X
Home & Office

Net neutrality gets European Parliament backing

The European Parliament has called for the internet to be kept open and neutral, urging ISPs to avoid departing from the principles of net neutrality.In a vote on Thursday, MEPs backed a motion that stressed how important the open nature of the internet had been to its development, and spelled out the dangers of letting ISPs block or downgrade traffic for anti-competitive purposes.
Written by David Meyer, Contributor

The European Parliament has called for the internet to be kept open and neutral, urging ISPs to avoid departing from the principles of net neutrality.

In a vote on Thursday, MEPs backed a motion that stressed how important the open nature of the internet had been to its development, and spelled out the dangers of letting ISPs block or downgrade traffic for anti-competitive purposes.

The resolution called on the European Commission to "ensure that internet service providers do not block, discriminate against, impair or degrade the ability of any person to use a service to access, use, send, post, receive or offer any content, application or service of their choice, irrespective of source or target".

"Reasonable data traffic management is required and very useful to prevent network congestion and the smooth running of applications and services," Herbert Reul, chair of the Industry, Research and Energy Committee, said in a statement. "Nonetheless, it is clearly understood that traffic management practices must not be used for anti-competitive purposes."

The Commission is currently on a fact-finding expedition with regards to net neutrality, having tasked the regulator group Berec with finding out what abuses of net neutrality are taking place. Evidence gathered would include cases of, for example, operators blocking or throttling VoIP applications because they compete with the operators' voice business.

Berec's report would no doubt look into other aspects of net neutrality as well, such as ISPs' desire to charge content providers such as the BBC and YouTube for carrying their services at a reasonable quality level.

Digital agenda commissioner Neelie Kroes has made it very clear that she wants any net neutrality regulation to be applied consistently across the EU, and she has lambasted the Dutch for bringing in such regulations on their own steam.

The European Parliament's motion backed Kroes's approach, urging the Commission to come up with consistent, EU-wide guidelines to enforce net neutrality rules.

The MEPs called on Kroes to assess, within six months of Berec's report being published, "whether further regulation is needed to ensure freedom of expression, freedom of access of information, freedom of choice for consumers and media pluralism". Berec's report is due by the end of this year.

The French digital rights group La Quadrature du Net has long been campaigning for net neutrality. It views the motion's acceptance of anti-congestion traffic management as a "loophole", but nonetheless welcomed the resolution as a whole.

According to La Quad, the next step is for the European Parliament's political statement this week to translate into hard law from the Commission.

"EU telecoms operators already violate net neutrality in large numbers by illegitimately restricting Internet access," spokesman Jérémie Zimmermann said in a statement. "If Commissioner Neelie Kroes is really committed to defending freedom of expression, as she has claimed in the past, she must act accordingly by imposing net neutrality by law, as was done in the Netherlands."

Cloud communications specialist Interoute was less effusive about net neutrality, saying in a statement on Thursday that a very strict interpretation of the principle could hamper private investment.

"Different traffic needs different rules, for example video must have priority over data, which in essence creates a multi-speed internet," Interoute director Lee Myall said. "Added to this is the need for investment to ensure the network infrastructure is fit to carry the huge increase in traffic that consumers are demanding. The risk now is that imposing net neutrality will restrict the internet investment and ultimately affect quality."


▸ **TASK STATEMENT**: Your task is to count the lines of the records that contain "transversal". Answer with the number and nothing else.

Dataset listings of figures:
══════════

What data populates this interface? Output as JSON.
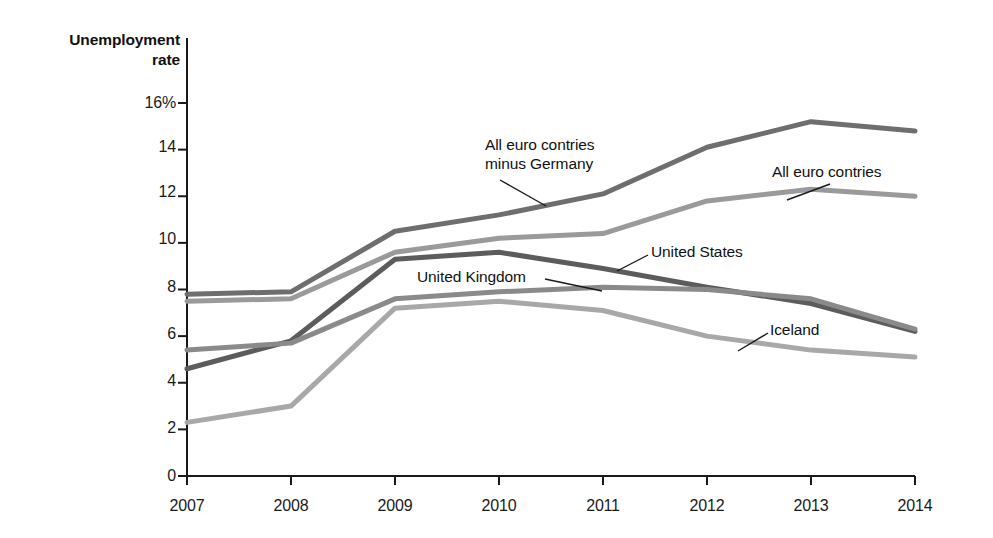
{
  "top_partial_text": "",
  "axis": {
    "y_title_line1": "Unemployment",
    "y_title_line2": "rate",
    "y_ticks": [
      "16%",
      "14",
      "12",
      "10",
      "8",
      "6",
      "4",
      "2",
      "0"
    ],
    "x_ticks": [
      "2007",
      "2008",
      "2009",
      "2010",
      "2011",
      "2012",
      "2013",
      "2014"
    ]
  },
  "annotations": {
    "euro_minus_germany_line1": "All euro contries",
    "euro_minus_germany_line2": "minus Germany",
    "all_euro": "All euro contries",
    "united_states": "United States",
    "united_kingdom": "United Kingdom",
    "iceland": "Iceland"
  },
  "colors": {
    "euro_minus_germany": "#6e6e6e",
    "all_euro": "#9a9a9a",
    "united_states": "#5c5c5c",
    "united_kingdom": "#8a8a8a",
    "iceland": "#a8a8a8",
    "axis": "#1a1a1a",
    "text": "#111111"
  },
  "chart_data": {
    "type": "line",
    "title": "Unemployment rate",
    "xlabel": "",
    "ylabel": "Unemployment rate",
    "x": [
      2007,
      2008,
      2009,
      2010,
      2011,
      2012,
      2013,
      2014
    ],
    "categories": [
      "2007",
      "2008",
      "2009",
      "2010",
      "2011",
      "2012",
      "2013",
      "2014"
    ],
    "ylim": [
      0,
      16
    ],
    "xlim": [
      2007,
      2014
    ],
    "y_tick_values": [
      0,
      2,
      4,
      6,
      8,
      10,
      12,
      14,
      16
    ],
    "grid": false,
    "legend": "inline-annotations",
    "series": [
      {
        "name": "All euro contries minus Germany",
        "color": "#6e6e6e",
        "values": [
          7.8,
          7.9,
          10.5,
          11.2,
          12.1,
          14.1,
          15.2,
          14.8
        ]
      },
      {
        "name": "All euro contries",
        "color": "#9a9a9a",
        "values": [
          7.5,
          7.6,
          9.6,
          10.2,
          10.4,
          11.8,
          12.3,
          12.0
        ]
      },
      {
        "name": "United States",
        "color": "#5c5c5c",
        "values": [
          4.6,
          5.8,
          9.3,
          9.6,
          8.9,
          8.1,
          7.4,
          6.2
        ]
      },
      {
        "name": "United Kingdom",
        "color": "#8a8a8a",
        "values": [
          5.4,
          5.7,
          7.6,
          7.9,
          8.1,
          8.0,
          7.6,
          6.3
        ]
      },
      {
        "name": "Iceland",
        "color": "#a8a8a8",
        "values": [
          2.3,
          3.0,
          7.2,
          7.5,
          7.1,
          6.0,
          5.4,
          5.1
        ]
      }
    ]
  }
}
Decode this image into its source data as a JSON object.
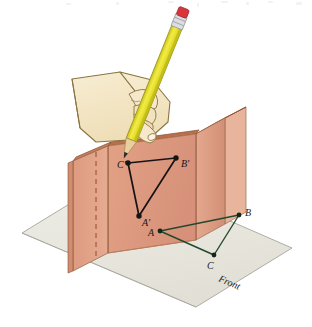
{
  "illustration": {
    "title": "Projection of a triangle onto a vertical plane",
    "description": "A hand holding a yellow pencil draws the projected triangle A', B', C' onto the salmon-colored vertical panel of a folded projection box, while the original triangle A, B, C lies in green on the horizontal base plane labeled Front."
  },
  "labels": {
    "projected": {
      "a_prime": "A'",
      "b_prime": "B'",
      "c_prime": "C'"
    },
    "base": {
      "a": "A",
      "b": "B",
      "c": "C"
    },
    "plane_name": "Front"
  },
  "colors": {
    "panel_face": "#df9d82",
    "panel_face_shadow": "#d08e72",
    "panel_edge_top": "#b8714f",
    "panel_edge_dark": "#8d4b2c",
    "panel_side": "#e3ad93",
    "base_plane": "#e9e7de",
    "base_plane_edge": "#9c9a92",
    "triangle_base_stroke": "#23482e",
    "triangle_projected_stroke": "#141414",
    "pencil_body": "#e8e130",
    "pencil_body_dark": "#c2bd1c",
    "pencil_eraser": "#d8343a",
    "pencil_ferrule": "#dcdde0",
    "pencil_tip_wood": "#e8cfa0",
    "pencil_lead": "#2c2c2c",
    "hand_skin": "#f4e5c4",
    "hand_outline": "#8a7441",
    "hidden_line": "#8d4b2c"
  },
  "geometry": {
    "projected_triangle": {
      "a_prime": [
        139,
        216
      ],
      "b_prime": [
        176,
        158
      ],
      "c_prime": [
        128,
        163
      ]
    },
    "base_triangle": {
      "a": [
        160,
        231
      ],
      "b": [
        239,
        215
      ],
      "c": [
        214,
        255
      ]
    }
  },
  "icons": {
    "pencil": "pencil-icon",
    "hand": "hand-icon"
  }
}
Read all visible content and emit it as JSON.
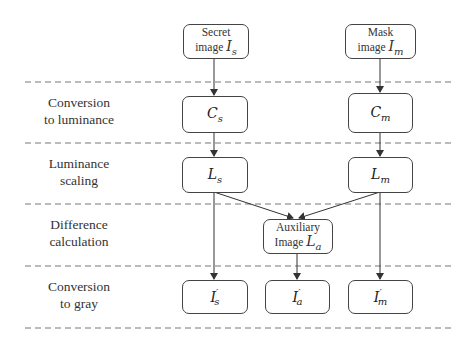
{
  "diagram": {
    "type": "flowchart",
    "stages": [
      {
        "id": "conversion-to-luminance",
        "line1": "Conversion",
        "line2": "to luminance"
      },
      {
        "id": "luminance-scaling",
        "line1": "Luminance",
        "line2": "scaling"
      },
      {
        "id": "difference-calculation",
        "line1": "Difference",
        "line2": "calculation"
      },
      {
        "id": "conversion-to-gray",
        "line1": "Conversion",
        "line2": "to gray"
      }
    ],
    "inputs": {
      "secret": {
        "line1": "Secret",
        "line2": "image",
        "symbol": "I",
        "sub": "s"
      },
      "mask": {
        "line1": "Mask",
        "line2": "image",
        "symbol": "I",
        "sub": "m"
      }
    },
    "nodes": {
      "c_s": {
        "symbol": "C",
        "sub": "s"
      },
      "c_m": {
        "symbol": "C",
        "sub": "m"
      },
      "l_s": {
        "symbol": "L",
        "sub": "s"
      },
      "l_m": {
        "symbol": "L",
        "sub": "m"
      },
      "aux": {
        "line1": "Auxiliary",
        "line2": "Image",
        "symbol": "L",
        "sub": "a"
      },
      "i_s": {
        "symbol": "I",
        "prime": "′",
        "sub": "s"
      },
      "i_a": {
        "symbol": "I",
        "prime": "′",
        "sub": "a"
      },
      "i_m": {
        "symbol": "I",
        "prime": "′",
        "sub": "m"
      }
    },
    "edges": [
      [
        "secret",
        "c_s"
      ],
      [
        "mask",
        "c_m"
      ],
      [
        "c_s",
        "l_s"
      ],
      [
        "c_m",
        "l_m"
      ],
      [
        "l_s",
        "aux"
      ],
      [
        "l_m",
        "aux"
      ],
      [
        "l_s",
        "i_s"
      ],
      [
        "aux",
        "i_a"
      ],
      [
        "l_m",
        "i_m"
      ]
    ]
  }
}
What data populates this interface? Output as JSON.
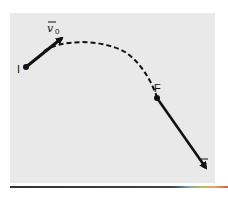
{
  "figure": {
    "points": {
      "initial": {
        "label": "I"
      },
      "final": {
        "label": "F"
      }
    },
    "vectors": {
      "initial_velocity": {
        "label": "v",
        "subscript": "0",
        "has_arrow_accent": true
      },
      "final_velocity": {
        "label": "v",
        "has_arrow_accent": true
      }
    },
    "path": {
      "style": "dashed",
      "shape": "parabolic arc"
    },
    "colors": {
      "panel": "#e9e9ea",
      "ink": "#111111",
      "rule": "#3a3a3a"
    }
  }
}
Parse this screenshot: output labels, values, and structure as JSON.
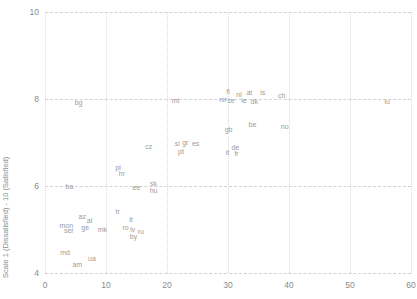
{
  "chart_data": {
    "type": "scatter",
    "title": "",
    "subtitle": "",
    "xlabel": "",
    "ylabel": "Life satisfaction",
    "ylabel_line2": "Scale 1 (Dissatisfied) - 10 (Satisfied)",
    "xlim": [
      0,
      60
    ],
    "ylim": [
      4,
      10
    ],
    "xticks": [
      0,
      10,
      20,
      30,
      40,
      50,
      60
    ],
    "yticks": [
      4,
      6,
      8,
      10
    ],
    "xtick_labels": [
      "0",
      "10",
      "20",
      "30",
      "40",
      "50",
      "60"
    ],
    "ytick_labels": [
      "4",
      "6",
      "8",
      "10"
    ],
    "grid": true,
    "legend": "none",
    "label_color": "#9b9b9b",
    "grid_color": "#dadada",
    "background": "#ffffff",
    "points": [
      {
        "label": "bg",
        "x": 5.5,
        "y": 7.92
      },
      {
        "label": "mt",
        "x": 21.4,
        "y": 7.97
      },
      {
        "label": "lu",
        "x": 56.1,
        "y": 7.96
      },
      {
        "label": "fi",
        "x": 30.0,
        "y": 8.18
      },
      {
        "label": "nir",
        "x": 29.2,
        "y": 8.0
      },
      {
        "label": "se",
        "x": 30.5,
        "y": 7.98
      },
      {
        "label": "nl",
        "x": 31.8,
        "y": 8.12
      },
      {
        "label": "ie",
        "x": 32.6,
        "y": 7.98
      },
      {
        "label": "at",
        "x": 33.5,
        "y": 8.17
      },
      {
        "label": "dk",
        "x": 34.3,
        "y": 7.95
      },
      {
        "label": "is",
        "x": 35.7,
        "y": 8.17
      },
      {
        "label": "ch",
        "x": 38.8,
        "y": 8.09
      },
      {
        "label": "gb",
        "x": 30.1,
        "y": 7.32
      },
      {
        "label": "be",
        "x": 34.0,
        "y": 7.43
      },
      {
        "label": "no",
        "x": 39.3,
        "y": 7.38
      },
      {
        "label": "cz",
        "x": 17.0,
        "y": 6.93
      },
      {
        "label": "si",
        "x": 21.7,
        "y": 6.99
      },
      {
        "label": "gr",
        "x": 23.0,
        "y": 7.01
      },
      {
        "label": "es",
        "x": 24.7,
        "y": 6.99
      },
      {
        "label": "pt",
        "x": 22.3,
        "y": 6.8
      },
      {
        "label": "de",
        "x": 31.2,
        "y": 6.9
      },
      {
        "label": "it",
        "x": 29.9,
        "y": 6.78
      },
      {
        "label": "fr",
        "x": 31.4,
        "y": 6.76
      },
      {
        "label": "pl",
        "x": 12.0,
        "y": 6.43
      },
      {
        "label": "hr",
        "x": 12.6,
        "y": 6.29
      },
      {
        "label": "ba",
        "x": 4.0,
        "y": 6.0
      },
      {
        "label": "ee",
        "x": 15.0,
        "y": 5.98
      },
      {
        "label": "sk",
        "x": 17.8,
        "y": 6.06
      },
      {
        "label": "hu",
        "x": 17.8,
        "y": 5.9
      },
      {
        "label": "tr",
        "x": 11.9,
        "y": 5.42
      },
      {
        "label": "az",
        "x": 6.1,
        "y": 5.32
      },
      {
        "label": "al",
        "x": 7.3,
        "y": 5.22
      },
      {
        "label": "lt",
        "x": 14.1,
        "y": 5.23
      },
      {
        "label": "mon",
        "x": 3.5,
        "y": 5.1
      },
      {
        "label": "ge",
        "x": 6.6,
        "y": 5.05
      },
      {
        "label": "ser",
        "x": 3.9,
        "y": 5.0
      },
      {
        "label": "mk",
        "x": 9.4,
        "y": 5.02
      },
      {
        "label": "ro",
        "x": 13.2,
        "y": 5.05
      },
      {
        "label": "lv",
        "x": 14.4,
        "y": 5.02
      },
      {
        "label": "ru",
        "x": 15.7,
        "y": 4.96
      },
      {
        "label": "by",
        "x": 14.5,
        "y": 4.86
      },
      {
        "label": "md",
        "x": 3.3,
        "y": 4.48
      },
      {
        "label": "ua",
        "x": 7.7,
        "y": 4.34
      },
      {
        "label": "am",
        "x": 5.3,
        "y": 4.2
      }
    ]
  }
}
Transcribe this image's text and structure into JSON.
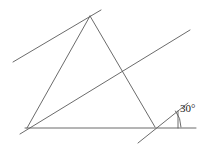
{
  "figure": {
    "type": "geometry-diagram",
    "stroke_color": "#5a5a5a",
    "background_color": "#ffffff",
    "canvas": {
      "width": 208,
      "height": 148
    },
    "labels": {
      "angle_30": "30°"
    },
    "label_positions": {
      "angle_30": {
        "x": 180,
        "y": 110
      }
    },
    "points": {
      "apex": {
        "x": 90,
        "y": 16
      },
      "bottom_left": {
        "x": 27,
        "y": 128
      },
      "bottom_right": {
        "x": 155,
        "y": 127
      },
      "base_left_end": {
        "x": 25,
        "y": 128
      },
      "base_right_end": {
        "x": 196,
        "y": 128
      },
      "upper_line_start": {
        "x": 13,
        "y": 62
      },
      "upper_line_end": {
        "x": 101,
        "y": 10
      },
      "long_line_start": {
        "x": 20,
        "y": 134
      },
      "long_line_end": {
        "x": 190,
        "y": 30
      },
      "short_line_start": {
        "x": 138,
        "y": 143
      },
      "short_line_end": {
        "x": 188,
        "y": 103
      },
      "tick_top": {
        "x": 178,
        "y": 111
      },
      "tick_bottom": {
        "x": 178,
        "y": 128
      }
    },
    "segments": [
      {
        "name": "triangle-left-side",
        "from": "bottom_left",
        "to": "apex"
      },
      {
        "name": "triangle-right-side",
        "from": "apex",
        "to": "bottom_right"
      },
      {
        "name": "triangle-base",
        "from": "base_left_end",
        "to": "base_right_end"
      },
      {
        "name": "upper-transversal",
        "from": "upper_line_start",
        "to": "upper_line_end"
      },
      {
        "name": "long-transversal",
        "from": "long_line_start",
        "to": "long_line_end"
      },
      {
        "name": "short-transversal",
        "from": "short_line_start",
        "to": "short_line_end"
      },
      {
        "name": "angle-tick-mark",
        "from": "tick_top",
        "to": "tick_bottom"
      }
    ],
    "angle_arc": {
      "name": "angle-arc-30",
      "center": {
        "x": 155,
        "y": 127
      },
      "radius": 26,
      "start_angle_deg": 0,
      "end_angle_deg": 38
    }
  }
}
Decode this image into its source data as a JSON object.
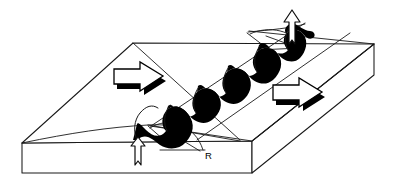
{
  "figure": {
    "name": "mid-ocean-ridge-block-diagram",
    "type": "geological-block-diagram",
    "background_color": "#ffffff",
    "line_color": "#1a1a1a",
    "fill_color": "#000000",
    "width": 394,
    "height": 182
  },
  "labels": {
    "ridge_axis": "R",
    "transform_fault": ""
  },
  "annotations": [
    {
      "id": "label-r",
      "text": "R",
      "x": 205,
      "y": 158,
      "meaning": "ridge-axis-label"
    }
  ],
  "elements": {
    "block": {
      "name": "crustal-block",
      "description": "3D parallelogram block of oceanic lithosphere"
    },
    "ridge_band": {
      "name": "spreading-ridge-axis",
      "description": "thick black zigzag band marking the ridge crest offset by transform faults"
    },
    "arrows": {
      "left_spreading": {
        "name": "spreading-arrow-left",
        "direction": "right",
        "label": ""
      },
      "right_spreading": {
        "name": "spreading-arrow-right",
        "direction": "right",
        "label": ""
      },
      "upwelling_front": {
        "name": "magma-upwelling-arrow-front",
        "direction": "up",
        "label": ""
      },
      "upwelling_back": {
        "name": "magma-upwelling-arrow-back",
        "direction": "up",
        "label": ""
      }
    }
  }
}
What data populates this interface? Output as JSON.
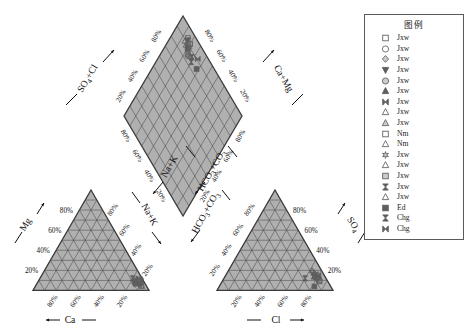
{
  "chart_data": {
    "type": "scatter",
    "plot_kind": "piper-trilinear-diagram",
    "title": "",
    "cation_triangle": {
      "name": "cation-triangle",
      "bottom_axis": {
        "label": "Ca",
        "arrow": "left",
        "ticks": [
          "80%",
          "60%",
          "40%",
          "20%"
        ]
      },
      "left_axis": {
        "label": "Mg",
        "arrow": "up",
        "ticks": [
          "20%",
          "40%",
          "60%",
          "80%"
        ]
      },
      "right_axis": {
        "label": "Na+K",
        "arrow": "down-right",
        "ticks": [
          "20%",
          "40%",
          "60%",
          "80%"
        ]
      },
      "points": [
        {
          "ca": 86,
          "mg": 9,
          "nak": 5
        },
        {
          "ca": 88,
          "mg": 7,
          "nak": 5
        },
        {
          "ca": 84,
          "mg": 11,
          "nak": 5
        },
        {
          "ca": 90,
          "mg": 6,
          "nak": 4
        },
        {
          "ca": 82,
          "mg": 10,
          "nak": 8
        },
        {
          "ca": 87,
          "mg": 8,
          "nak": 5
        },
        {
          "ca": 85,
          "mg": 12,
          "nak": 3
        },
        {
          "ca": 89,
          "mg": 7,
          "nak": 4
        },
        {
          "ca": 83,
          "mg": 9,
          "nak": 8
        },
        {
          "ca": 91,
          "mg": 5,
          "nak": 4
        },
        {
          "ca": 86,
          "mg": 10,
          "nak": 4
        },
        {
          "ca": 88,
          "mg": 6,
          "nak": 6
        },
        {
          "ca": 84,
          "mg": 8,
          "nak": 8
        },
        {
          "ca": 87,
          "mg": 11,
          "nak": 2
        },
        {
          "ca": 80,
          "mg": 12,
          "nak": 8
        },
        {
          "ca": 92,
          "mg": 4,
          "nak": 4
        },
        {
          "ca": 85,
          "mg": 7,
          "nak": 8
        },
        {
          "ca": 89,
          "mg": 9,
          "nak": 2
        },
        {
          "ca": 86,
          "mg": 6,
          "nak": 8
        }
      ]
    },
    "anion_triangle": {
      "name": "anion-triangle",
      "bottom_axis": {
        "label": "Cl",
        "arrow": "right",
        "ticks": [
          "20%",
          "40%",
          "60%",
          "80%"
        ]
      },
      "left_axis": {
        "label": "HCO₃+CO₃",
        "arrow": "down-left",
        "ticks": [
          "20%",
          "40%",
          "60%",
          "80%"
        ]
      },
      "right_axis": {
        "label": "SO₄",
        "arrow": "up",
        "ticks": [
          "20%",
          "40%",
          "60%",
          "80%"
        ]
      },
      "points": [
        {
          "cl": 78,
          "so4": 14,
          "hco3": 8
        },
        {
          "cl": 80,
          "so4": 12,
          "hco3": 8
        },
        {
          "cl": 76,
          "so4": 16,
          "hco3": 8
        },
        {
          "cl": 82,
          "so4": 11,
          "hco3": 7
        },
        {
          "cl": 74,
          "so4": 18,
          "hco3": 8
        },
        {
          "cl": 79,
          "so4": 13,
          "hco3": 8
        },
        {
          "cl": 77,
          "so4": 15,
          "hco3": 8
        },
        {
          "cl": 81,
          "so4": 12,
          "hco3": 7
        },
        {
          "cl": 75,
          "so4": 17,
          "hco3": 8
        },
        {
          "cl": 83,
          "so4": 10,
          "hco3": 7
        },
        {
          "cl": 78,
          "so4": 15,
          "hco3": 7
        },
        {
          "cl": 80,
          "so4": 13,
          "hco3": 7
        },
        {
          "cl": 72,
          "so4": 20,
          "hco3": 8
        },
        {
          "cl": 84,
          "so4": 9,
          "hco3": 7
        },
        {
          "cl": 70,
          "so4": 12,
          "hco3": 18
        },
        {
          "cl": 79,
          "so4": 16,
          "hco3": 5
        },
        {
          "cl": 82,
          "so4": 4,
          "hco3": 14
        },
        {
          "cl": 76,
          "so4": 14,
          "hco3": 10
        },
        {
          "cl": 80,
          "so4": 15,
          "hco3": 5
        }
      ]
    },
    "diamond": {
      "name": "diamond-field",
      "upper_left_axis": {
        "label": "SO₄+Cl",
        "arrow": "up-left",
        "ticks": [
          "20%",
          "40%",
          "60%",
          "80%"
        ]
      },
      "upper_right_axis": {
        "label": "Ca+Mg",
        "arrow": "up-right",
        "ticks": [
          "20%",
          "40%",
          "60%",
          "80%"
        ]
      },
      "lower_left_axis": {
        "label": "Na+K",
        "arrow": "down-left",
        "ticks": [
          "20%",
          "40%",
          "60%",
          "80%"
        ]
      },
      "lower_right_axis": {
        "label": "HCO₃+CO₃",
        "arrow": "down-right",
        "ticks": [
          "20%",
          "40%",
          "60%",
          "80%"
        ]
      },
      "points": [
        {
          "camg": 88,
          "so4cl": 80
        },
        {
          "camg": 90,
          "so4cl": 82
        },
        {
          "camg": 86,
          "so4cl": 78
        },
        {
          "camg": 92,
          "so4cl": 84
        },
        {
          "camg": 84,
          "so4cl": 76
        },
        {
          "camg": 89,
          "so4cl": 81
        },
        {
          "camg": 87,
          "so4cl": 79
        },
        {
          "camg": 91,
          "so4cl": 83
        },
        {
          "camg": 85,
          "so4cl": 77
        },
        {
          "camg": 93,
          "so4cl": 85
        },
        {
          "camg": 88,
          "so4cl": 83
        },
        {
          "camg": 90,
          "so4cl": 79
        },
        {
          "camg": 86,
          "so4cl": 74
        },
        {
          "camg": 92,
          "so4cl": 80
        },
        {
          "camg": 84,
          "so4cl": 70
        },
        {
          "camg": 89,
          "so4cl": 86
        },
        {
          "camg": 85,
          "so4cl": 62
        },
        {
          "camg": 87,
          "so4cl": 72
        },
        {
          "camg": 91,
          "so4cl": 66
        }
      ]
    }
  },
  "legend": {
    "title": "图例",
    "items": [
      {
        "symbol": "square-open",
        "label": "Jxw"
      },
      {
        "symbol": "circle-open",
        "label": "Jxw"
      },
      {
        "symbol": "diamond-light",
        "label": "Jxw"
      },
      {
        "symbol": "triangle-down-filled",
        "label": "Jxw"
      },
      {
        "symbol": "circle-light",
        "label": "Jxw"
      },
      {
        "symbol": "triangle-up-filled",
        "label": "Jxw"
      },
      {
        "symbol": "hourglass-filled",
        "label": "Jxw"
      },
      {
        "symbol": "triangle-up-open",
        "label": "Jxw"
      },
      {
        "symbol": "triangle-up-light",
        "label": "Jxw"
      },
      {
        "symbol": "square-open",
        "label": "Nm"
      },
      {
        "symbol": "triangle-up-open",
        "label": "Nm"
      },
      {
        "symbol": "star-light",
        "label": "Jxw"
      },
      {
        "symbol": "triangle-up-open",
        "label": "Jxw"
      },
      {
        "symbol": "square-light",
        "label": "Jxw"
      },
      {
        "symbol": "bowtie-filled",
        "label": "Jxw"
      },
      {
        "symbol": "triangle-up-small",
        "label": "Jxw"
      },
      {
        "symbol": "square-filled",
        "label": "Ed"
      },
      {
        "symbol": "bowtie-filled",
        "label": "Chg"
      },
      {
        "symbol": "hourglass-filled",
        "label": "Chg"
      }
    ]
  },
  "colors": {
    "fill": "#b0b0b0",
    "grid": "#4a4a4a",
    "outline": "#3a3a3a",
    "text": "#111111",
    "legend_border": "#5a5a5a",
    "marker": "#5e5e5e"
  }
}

══════════

▸ **EXERCISE SOLUTION**: 3